Graphika Report
Wednesday March 5, 2025
Character Flaws
Cristina López G., Daniel Siegel, Erin McAweeney
Read Full ReportSchool Shooters, Anorexia Coaches, and Sexualized Minors: A Look at Harmful Character Chatbots and the Communities That Build Them
Chatbots are one of the main ways online users now interact with AI, thanks to advances in computing power and machine learning technology that opened up broad access to large language models (LLMs). Using LLMs for chatbots offers a wide array of possibilities, from customer service chatbots to those built for storytelling and role-playing – with each fictional or historical character boasting its own personality, backstory, and conversation style.
As access to character chatbot-making technology continues to expand, so does the opportunity to create characters whose interactions could result in online and offline harm. With the growing popularity of Character.AI, SpicyChat, Chub AI, CrushOn.AI, and JanitorAI – platforms that pioneered easy-to-make, persona-based bots – users with no technical knowledge of how a character chatbot really works can create and release ready-to-chat, potentially harmful custom personas in minutes. Examples include chatbots built to mimic sexualized minors or school shooters, or those promoting eating disorders.

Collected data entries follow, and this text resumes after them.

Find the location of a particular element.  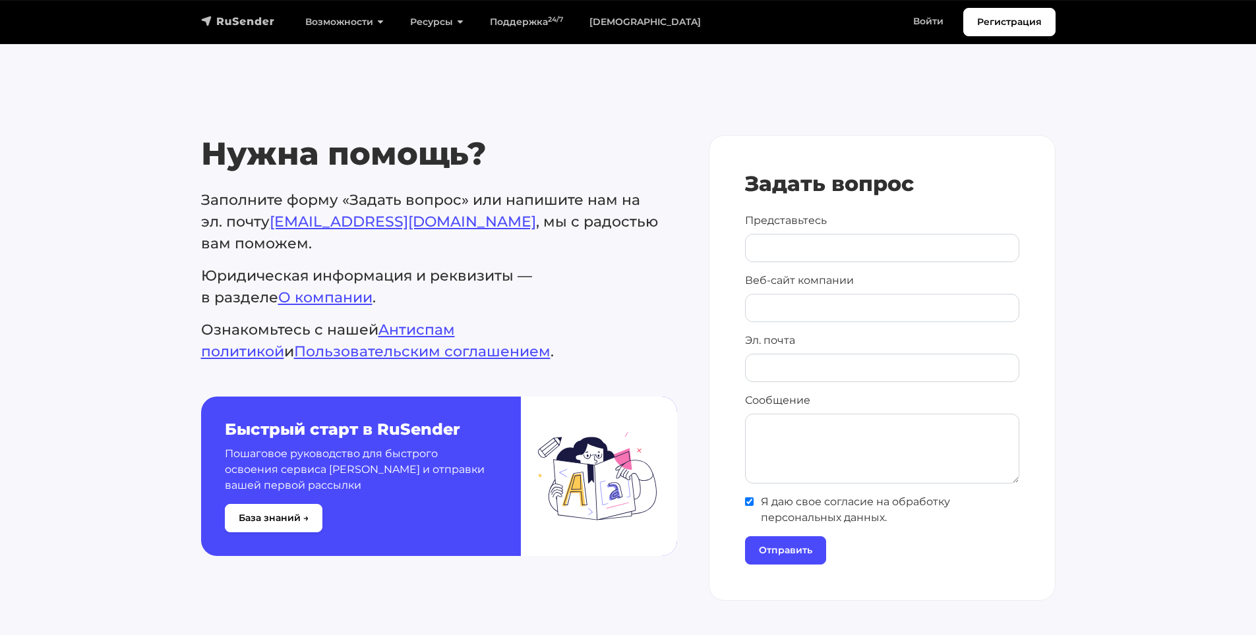

label: Эл. почта is located at coordinates (770, 341).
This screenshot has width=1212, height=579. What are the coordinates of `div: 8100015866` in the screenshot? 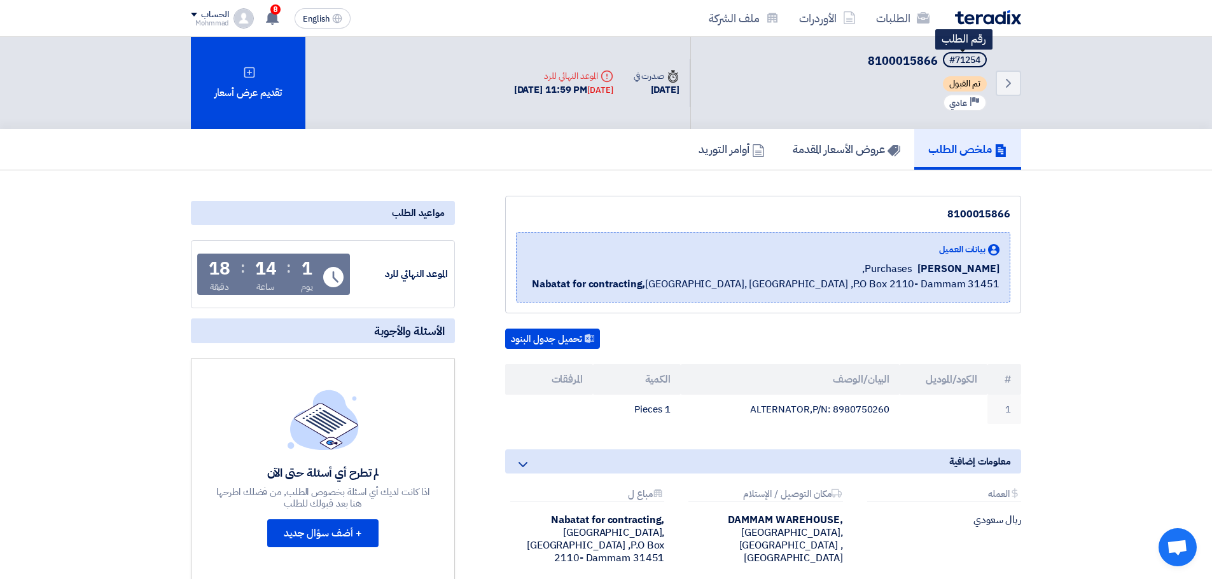 It's located at (763, 214).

Discussions about chatbot harm generally have focused on hallucinations or training biases. Those specifically about character chatbots have focused on individual harm cases. We have now attempted to categorize the potential for harm inherent in some character chatbots, provide insights about the communities building them, and identify the tactics, techniques, and procedures (TTPs) used to create them. In hubs like Reddit, 4chan, and Discord, communities are exchanging knowledge, ideas, and skills to help each other build chatbot characters with open-source and proprietary AI models. And that exchange is directly empowering them to skirt those models’ guardrails or filters and create chatbots with the potential for harm.
Some character chatbot platforms also open a door to misuse. Most implement trust and safety measures to limit harmful content, but open-source LLMs (like Meta’s LLaMA or Mistral AI’s Mixtral) allow fine-tuning for users’ specific purposes without developer oversight. Savvy users are also circumventing the safeguards of proprietary LLMs (like Anthropic’s Claude, OpenAI’s ChatGPT, or Google’s Gemini), using jailbreaks or other methods.
In this report, we focus on three categories of character chatbots that present the potential for harm: chatbot personas representing sexualized minors, those advocating eating disorders (ED) or self-harm (SH), and those with hateful or violent extremist tendencies. For each category, we explore how prevalent the personas are, on which platforms they proliferate, the online communities spurring their creation, and the TTPs deployed to create them.